Records provided below:

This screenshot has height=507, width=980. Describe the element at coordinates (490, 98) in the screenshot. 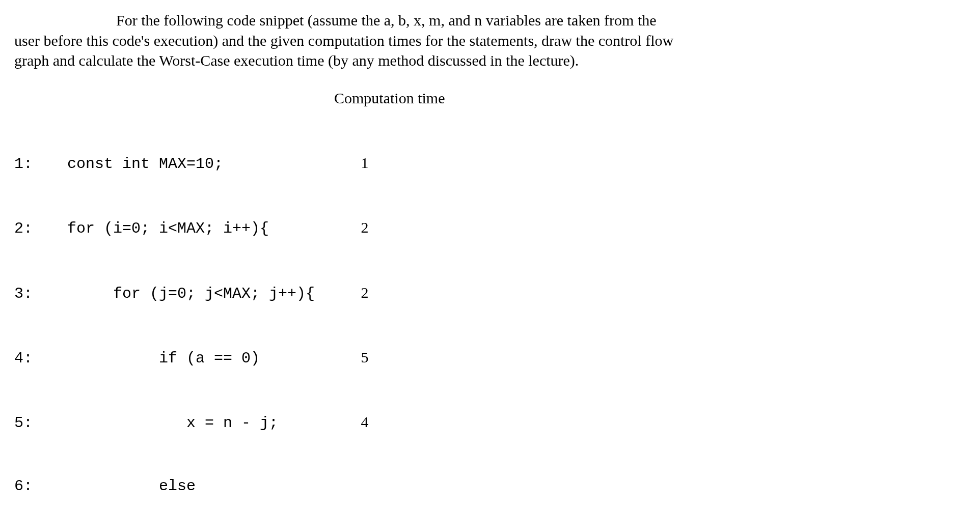

I see `computation-time-heading-row: Computation time` at that location.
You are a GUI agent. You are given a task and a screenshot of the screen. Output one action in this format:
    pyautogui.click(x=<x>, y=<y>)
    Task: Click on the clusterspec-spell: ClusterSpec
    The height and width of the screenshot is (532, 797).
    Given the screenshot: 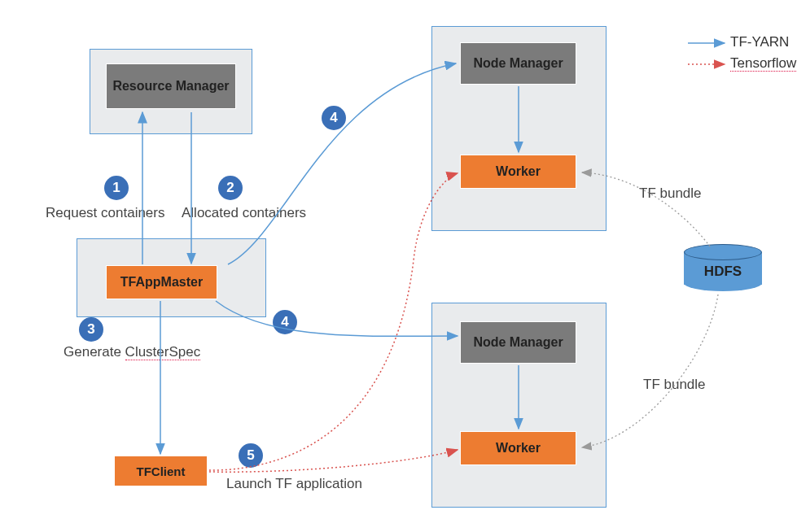 What is the action you would take?
    pyautogui.click(x=163, y=352)
    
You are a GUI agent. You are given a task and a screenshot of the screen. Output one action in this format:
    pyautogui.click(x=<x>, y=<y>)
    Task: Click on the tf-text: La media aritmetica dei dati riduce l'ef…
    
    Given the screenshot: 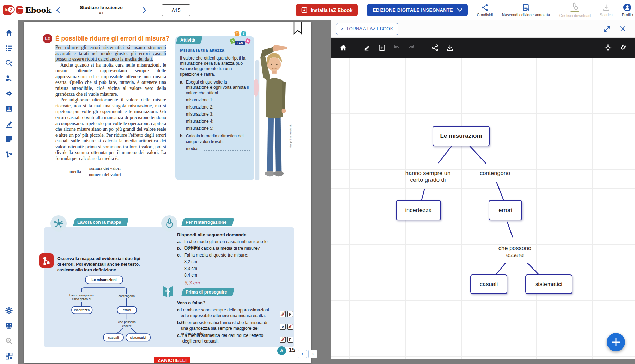 What is the action you would take?
    pyautogui.click(x=226, y=339)
    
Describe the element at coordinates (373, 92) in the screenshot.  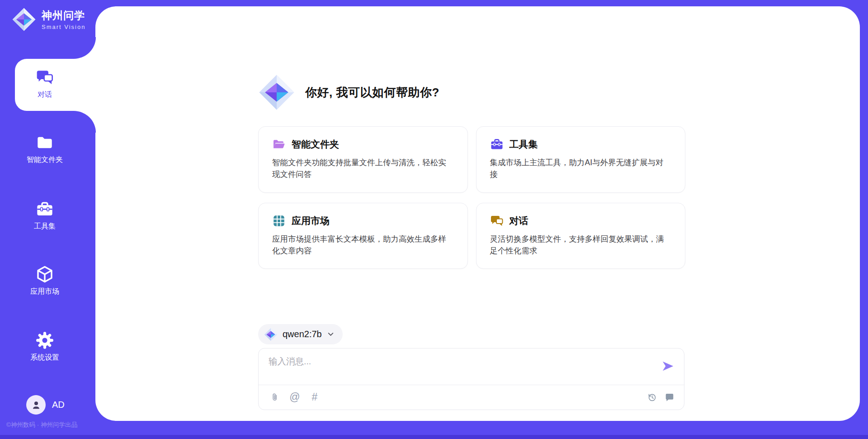
I see `greeting-text: 你好, 我可以如何帮助你?` at that location.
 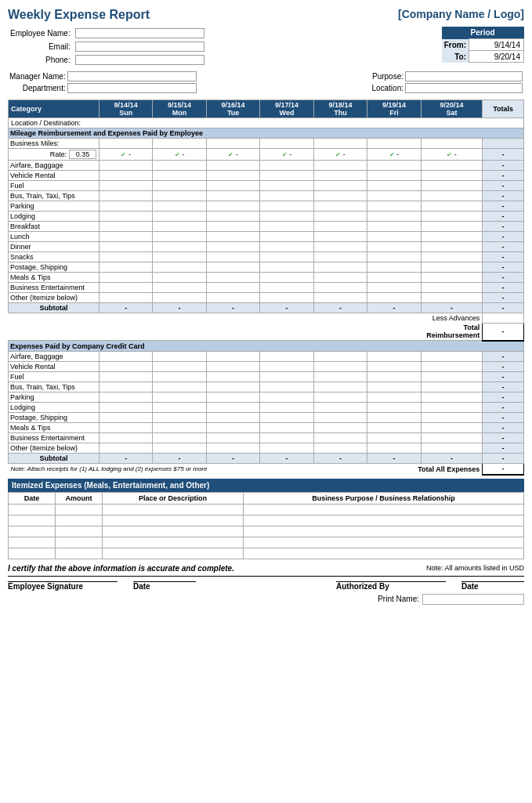 What do you see at coordinates (451, 318) in the screenshot?
I see `less-advances-label: Less Advances` at bounding box center [451, 318].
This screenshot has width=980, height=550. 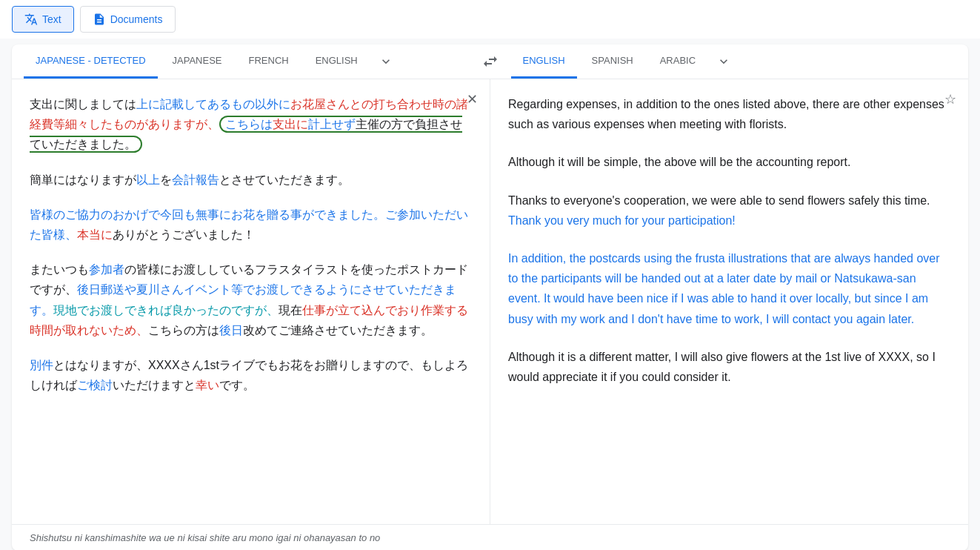 What do you see at coordinates (52, 19) in the screenshot?
I see `text-tab-label: Text` at bounding box center [52, 19].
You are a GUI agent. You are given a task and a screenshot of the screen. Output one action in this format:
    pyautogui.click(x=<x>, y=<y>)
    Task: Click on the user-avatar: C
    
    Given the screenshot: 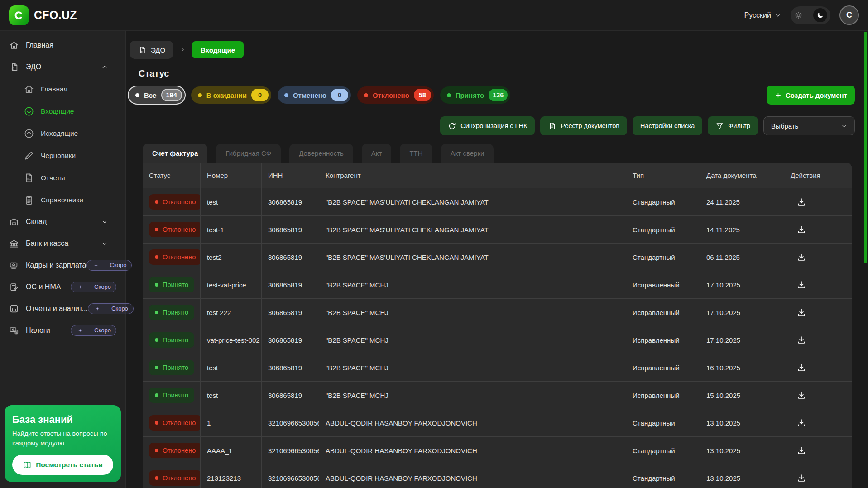 What is the action you would take?
    pyautogui.click(x=849, y=15)
    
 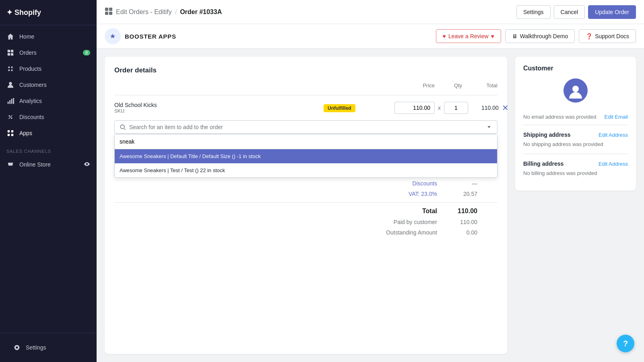 What do you see at coordinates (306, 171) in the screenshot?
I see `search-result-2: Awesome Sneakers | Test / Test () 22 in …` at bounding box center [306, 171].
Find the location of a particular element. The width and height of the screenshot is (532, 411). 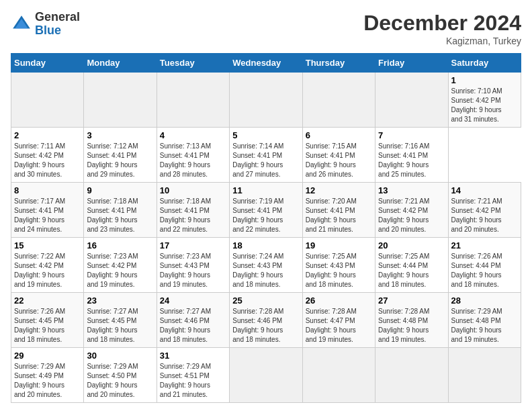

day-number: 13 is located at coordinates (411, 191).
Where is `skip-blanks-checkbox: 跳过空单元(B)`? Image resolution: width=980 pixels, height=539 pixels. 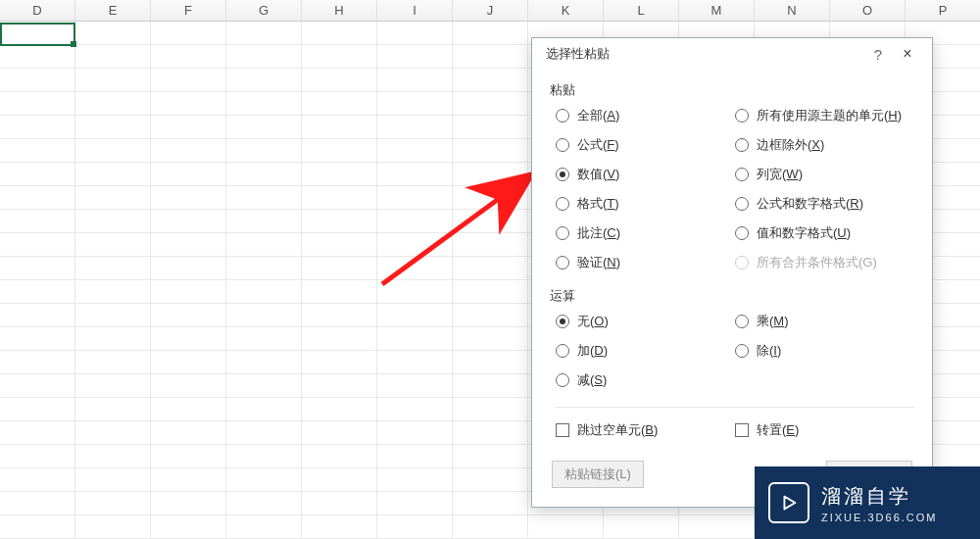 skip-blanks-checkbox: 跳过空单元(B) is located at coordinates (645, 430).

End of Records provided.

**Exercise details**: Pictures stay out. Print the data exactly, from its first line through the line containing "The height and".

**Written response**:
This screenshot has height=507, width=980. Describe the element at coordinates (490, 98) in the screenshot. 

I see `computation-time-heading-row: Computation time` at that location.
You are a GUI agent. You are given a task and a screenshot of the screen. Output one action in this format:
    pyautogui.click(x=<x>, y=<y>)
    Task: Click on the clusterspec-spell: ClusterSpec
    The height and width of the screenshot is (532, 797).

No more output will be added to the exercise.